Hazing and Sexual Assault

October 21, 2014
Posted by Jay Livingston

Random thoughts on the Sayreville hazing. (If you are not familiar with this case, see yesterday’s Times article here.)

1.  At least nobody is accusing the freshmen footballers of bringing the assaults on themselves by dressing provocatively – those tight, shiny spandex-like pants, their torsos sometimes bare in the locker room. Nor is anyone saying, “if you don’t want seniors shoving their fingers up your butt, avoid being on the football team” the way women are told that if they don’t want to be raped, they shouldn’t drink too much at frat parties.

 In fact, the freshmen did know that they were at risk in the locker room.

First came the shout: “Varsity’s coming in five minutes,” and they knew it was time to move. Some dressed outside the locker room, pulling on their shirts and tying their shoes. Some rushed to finish their showers, if they showered at all.

2.  Sexual assault is about power even when it’s also about sex. The seniors might even be confused by the charges of sexual assault since for them, there was nothing sexual about it.  They experienced no sexual gratification or even arousal.  What they wanted was to humiliate – always the goal in hazing – and for that purpose, genitals and anus are much more effective targets than any other part of the body.
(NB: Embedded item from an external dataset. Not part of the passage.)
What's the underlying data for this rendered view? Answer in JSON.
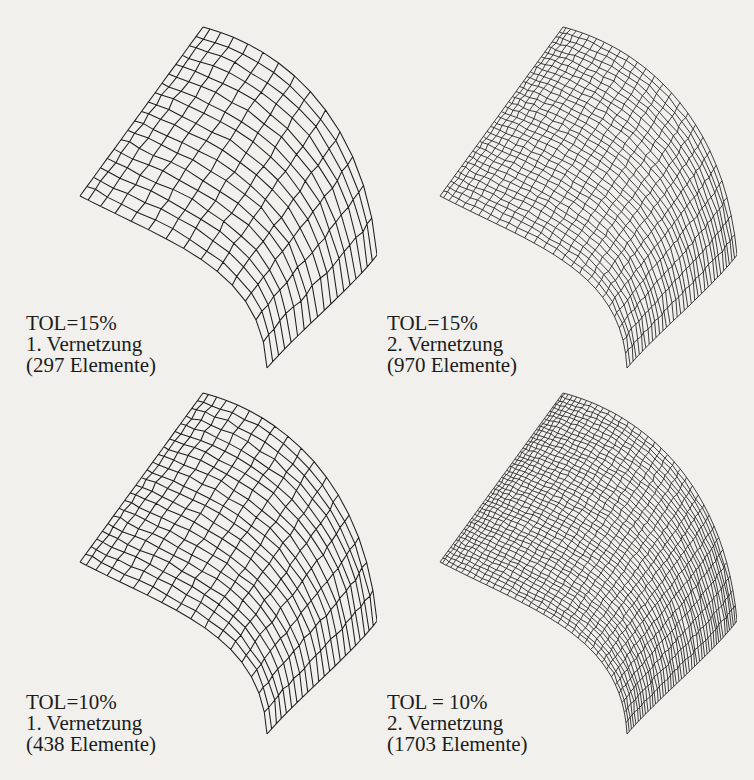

More than the punching or kicking, which also happened, groping a boy’s genitals and poking things up his anus demonstrate power. They say, “This is what we can do to you.  We can attack the most private parts of your body and self. ”

In date-rape and party-rape, the obvious sexual component allows men to ignore its enactment of power.  But for the victims, as for the Sayreville victims, the experience is much more about power and humiliation than about sexual pleasure.

3.  The law is a clumsy instrument for dealing with much of what goes on among teenagers. These boys may be charged with
aggravated sexual assault, aggravated criminal sexual contact, conspiracy to commit aggravated criminal sexual contact, criminal restraint, and hazing for engaging in an act of sexual penetration. [CNN]

These charges do not distinguish between the hazing offenses, which some of the victims shrugged off as trivial, and far more serious crimes. This “one size – the largest – fits all” approach also applies to the 10th-grade girl who has a topless selfie on her iPhone. She is violating kiddie-porn laws that make little distinction between her and someone who distributes thousands of such images, and these laws come with a hefty prison sentence. (See Hanna Rosin’s recent Atlantic article (here) on teen sexting.) What happens is almost entirely at the discretion of a district attorney. The broader the law, the greater the power of the DA.  As Justice Jackson said 75 years ago, “The prosecutor has more control over life, liberty, and reputation than any other person in America.”

4. Racial comparisons are inevitable, though I will evade them here save to note that in the press and in comments from ordinary people, those charged are usually referred to as “boys,” never as “thugs,” certainly not as “criminals.”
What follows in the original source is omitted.